Some people cry out that this kind of talk is about the “redistribution of wealth,” that we all have the same opportunity to work hard and achieve wealth, etc, etc.  But I think it’s fair to ask people if they will still be singing that same tune when they or someone close to them gets laid off from their Federal, State, or County job?  Will they still be beating that drum when their pension fund is gone?  Will they still be cheering for the status quo in banking policy when more and more ordinary working people can’t afford to pay their bills and put food on the table?  We used to think that these kinds of things were unfathomable, but they are actually happening!  Cops and firefighters used to be untouchable, but they are getting laid off, their pensions are being negotiated down.  Many Americans have already seen their retirements evaporate away.  The loss of taxes from mass foreclosures is forcing utility districts to cut jobs and raise rates.  All of this “missing money” isn’t just gone, it has been redistributed!  Basic economics informs us that money doesn’t just vanish into thin air.
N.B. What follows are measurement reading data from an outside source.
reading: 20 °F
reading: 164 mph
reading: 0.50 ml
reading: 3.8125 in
It goes someplace.  One man’s economic loss is the next man’s economic gain, and right now it’s that 1% who are making the gains while the vast majority of the 99% continues to decline in prosperity.  And this redistribution of the wealth of the 99% is not because of hard work.  It’s because of economic policy which the 1% constituency has been putting in place since the beginning of capitalism. 
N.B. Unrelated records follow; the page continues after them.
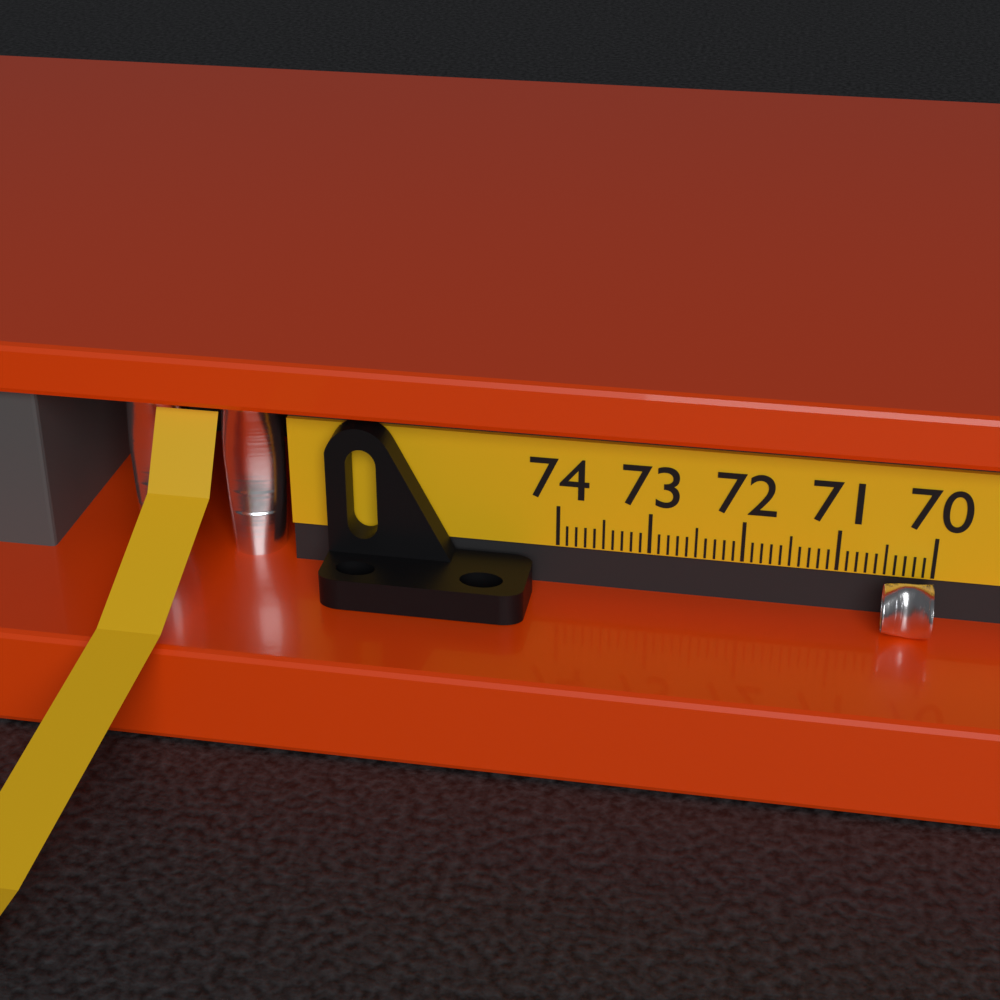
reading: 70.5 (no unit)
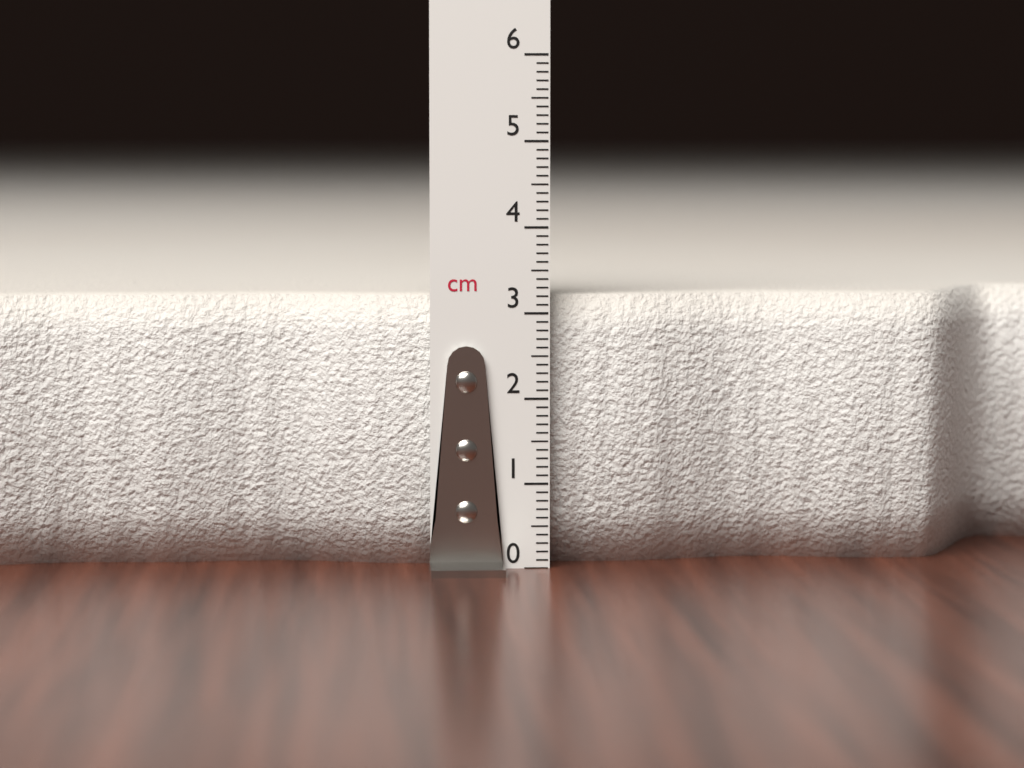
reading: 3.2 cm
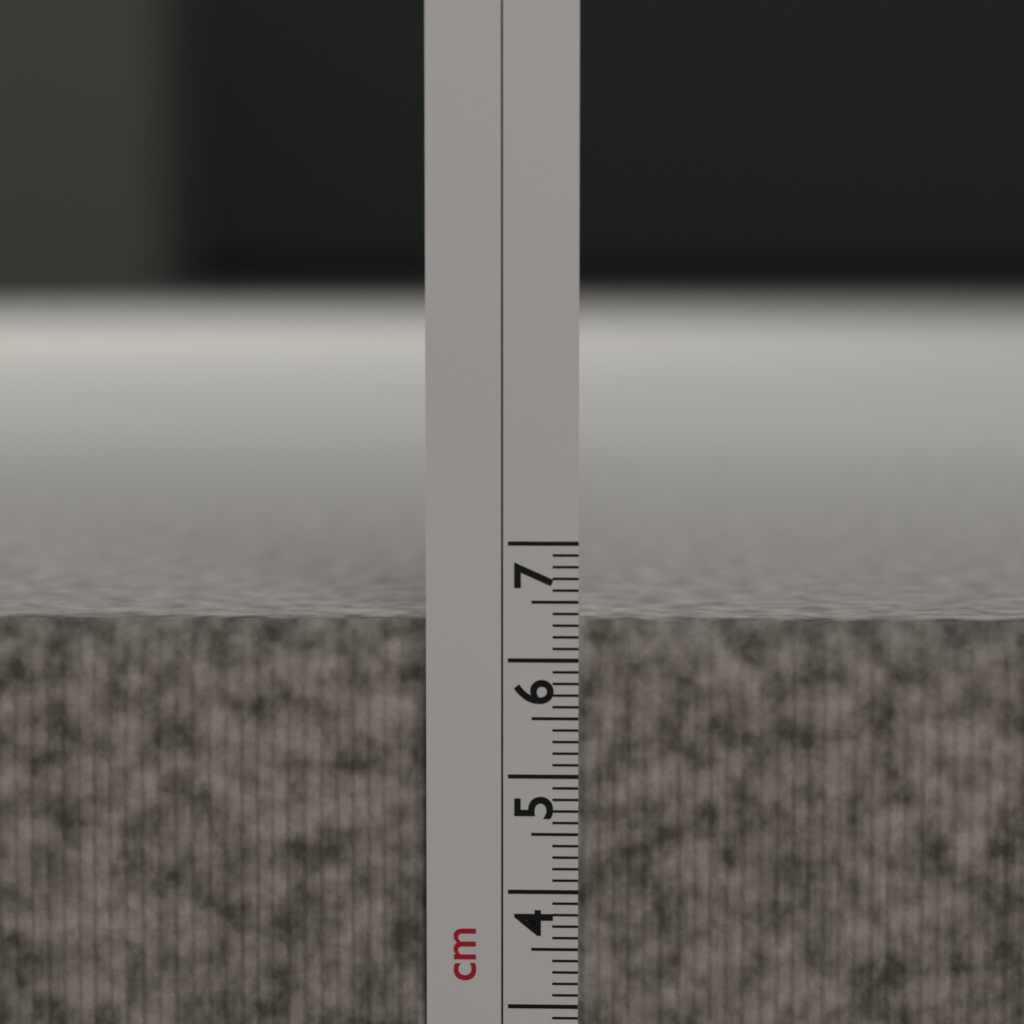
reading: 6.3 cm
This isn’t to say that capitalism is evil, not even close.  Capitalism is the foundation our country is built on.  It’s responsible for the wealth and prosperity we have.  It’s provided all of the economic growth, the jobs, and our whole material condition.  It’s the outright greed of people who have taken these principles too far and have created this unbalanced, unfair condition by pushing through economic policy which favors the 1% at the expense of the rest of us.  The Occupy Wall Street movement is about reigning in this greed, not about free-loaders wanting more hand-outs, or entitlements. 
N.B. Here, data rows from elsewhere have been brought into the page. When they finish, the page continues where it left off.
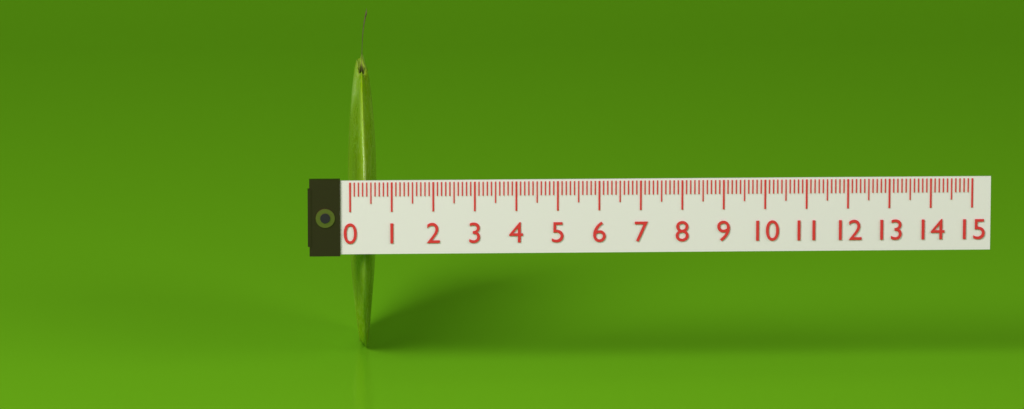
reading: 0.7 (no unit)
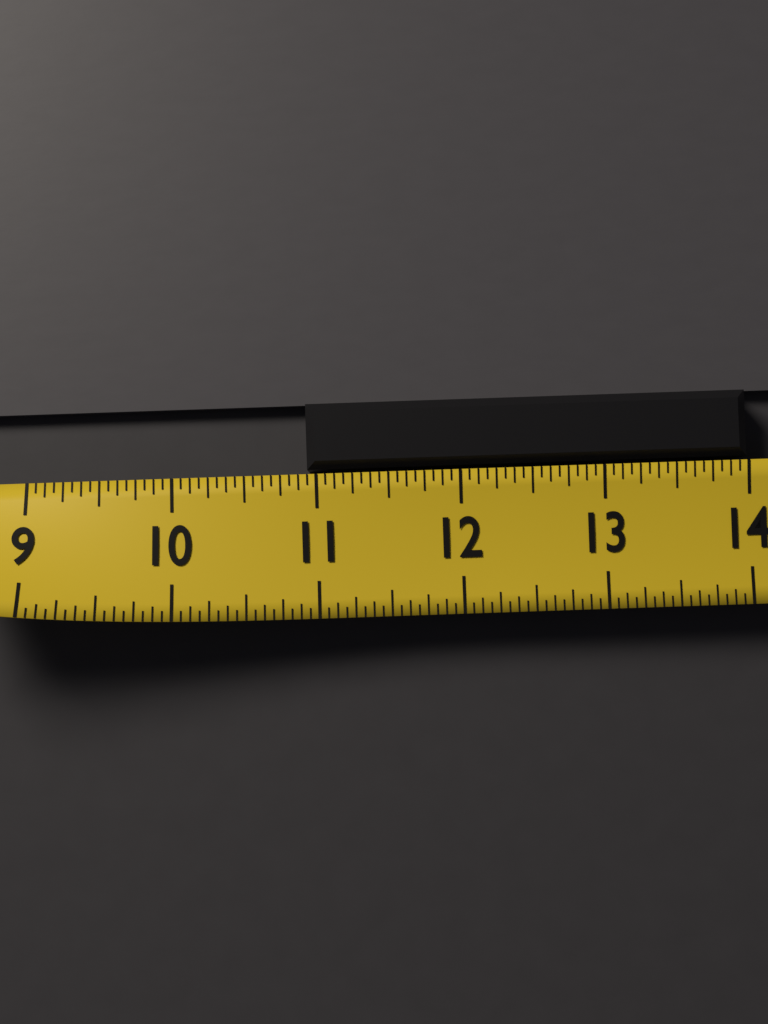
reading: 10.9375 (no unit)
There are lunatic fringe nut jobs in any large enough group no matter what their political leaning is.  To define the Occupy Wall Street movement by its rough edges of anarchists and the marginally employable homeless is just a convenient and dishonest excuse to keep one’s head buried in the sand while waiting for others to do something about the direction of our country while pathetically pointing out what’s wrong with the actual democratic process participants from the sidelines.  The Occupy Wall Street Movement is about The People attempting to take back the power that is supposed to belong to The People.

*edited to add- I was curious about who are thee occupiers, so before I wrote this Blog entry, I did a search for Occupy Wall Street photos.  Here are examples of what I found.